Although first referred to as slug bug, I’ve always referred to this car game as punch buggy and if you are unfamiliar with this particular game, it involves the following frivolity: when one person in the car you are riding in spots a Volkswagen Beetle, they call out the color and the term punch buggy (or slug bug) and hits whoever else is riding in the car. For good measure, one must also call out, no punch backs, or run the risk of receiving a punch in return for a punch. While I don’t recall playing this game when I was really young, I do recall playing the punch buggy version on a road trip with a college best friend who played with all seriousness packed into her shoulder punch.

According to the Volkswagen company, they traced the first use of the term slug bug back to 1964 saying according to “a 1964 edition of the Arizona Republic, a columnist “wrote a question-and-answer with his daughter, who tells him, ‘I think slug bugs are cute.’” However, the first reference to a punch buggy did not come for another 14 years. According to Volkswagen, while slug bug was popular in the Midwest, punch buggy gained popularity in 1978 on each of the coasts. Even when the Beetle ceased production before coming back in its newer, sleeker form, the game has lived on. Whether or however you play it, the origins supposedly date back to the 1960s and are said to have derived from bored American children (though the lore from Volkswagen around the game’s backstory involving an inventor named Sluggy Patterson created for a Volkswagen ad has been widely shared and enjoyed through the years).
Whatever its true origin, we introduced this car trip game to our teenagers when they were pretty young and they have always enjoyed yelling out the color alongside the term punch buggy for years now. While some of the silly fun has faded for our 17 year old, I love that my 15 year old still loves to spot punch buggies as we drive around our city. And, every now and again, I like to spot one when I’m driving my 17 year old to an activity or appointment and tap her affectionately on the shoulder because even if she doesn’t necessarily enjoy the game any longer, it is an opportunity to connect with a moment of silliness and a small smile.
Today, as we drove back from a spontaneous mini road trip to a new library about 40ish minutes from where we live, mostly so we could retrieve a pair of earbuds from my 17 year old, it was a picture-perfect autumn day. On the way to the library it was a bit too cool for the windows to be down, but the sun was shining brilliantly in the sky and the colors of the leaves were dazzling. I loved seeing the way some of the trees whose top leaves had all fallen away already stood like skeletoned branches against the rich blue of the fall sky. It was a wonderful day for a drive and I loved spending that time with each of my girls, both on the drive and exploring the new library space that offered some options our usual library doesn’t have.
After spending way longer there than I planned, we finally started home and about halfway there my youngest called out from the back that she’d spotted a Cybertruck. Next to the punch buggy, spotting a Cybertruck has become a fun drive time game. Her sister and I both missed the one she saw—it was travelling in the opposite direction and I didn’t get a chance to fix my eyes on it before it disappeared into the horizon in my rearview mirror. However, only a few moments later, as we rolled up to a stoplight, I spotted yet another Cybertruck, this time in my passenger sideview mirror. We found it amusing to be oh-so-close to a Cybertruck, having mostly only seen them in passing (including a bright-as-the-sun yellow one my 17 year old and I saw one day on our way to an appointment).

As the truck turned off the main road, my 17 year old made me laugh when she suggested there should be a game associated with the Cybertruck like the one for the punch buggy. It was a brilliant idea and without hesitation I declared it should be Cybertruck Karate Chop, which set all of us to laughing at the ridiculous genius of my idea. We haven’t initiated it—yet. But I foresee some delight and giggles in some of our future car rides knowing that I plan to execute the first Cybertruck karate chop ever performed (and I look forward to being noted in Tesla’s history of the game at some point, like the slug bug girl).
I love afternoons like today. I love them especially because I wasn’t at my best when my 17 year old told me she thought she left the case for her earbuds back at the library, the very same earbuds we’d come to retrieve in the first place. While I appreciate that my girl understood my frustration, I reminded her that my reaction did not match the circumstances and I apologized (more than once because I felt it was warranted) for my overreaction—including and especially my yelling at her—over an earbud case. I love that she affords me grace. I love that she knows that I love her even when I behave poorly. I love that she forgives me. I love that my girls join me in my silliness and that they see me for who I am and love me in spite of my shortcomings. Mostly, I love that I get to share life and spontaneous road trips and Cybertruck karate shop with these two amazing young women.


*YOUR ASSIGNMENT*: Each entry below must be repeated exactly, with pictures left out.

*DATA SHOWN*:

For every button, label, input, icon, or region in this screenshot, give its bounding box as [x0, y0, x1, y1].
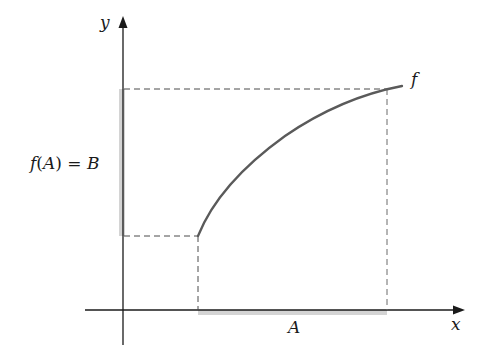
- function-diagram: y x f A f(A) = B: [0, 0, 481, 356]
- image-equation-label: f(A) = B: [28, 153, 99, 173]
- image-close-paren: ): [55, 153, 62, 173]
- domain-shade-a: [198, 310, 387, 315]
- image-equals: =: [62, 153, 87, 173]
- y-axis-label: y: [99, 12, 110, 32]
- image-result-b: B: [86, 153, 100, 173]
- domain-label-a: A: [286, 317, 300, 337]
- y-axis-arrow-icon: [119, 16, 128, 28]
- x-axis-label: x: [451, 314, 461, 334]
- image-arg: A: [41, 153, 55, 173]
- range-shade-b: [119, 89, 125, 236]
- function-curve-f: [198, 86, 402, 236]
- image-open-paren: (: [36, 153, 43, 173]
- function-label: f: [409, 69, 420, 89]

*RESPONSE BELOW*:
For every button, label, input, icon, or region in this screenshot, give its bounding box as [x0, y0, x1, y1].
- function-diagram: y x f A f(A) = B: [0, 0, 481, 356]
- image-equation-label: f(A) = B: [28, 153, 99, 173]
- image-close-paren: ): [55, 153, 62, 173]
- domain-shade-a: [198, 310, 387, 315]
- image-equals: =: [62, 153, 87, 173]
- y-axis-label: y: [99, 12, 110, 32]
- image-result-b: B: [86, 153, 100, 173]
- domain-label-a: A: [286, 317, 300, 337]
- y-axis-arrow-icon: [119, 16, 128, 28]
- x-axis-label: x: [451, 314, 461, 334]
- image-arg: A: [41, 153, 55, 173]
- range-shade-b: [119, 89, 125, 236]
- function-curve-f: [198, 86, 402, 236]
- image-open-paren: (: [36, 153, 43, 173]
- function-label: f: [409, 69, 420, 89]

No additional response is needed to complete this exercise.